The things that took a while to discover on earth, or that aren't yet fully explored, are largely because it's hard to see them without getting very close, which can be hard.
Building a good telescope might have been hard, but with a telescope you can see things that are millions of km away. But, because of the earth's curvature, you can't see Antarctica until you're practically next to Antarctica. You can't see the bottom of the ocean until you travel to the bottom of the ocean, or at least until you scan it with sound waves which are then converted into something you can see.
Imagine an alien that developed in the water on a planet with sub-surface oceans with ice on top. No real value for eyes, so they're sound / touch based. Picture what it would be like to try to explore the solar system. There's a boundary layer at the top of their "atmosphere" (the top of the ocean) that's solid (ice), beyond that there's some non-liquid extremely sparse stuff, until some point where no sound travels at all and there's nothing to touch.

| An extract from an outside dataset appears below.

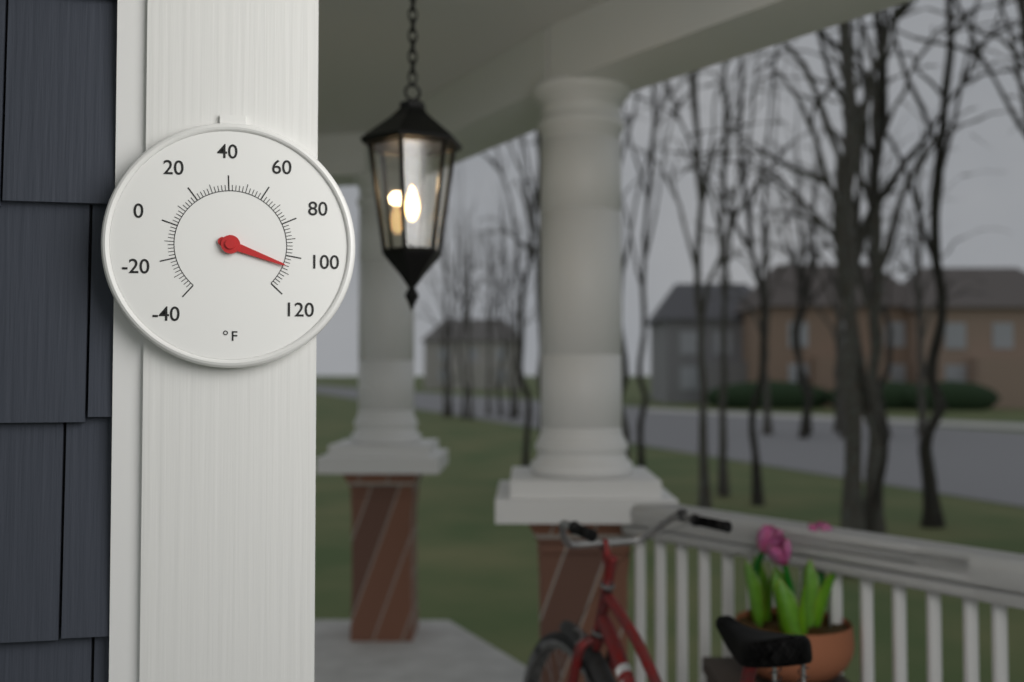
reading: 106 °F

Reminds me of Rocky from Project Hail Mary (sort of, they didn't live under ocean but under an extremely hostile-to-us atmosphere).
Yeah, that was my first thought to.
That moment where he learns about relativity is so cute. I should read the book again soon.
His initial reaction was hilariously understandable - a huge WTF? But then being a rational being with super human computational ability he started to realize that it fits all the observations.
...and then he got hit by quantum mechanics off-screen.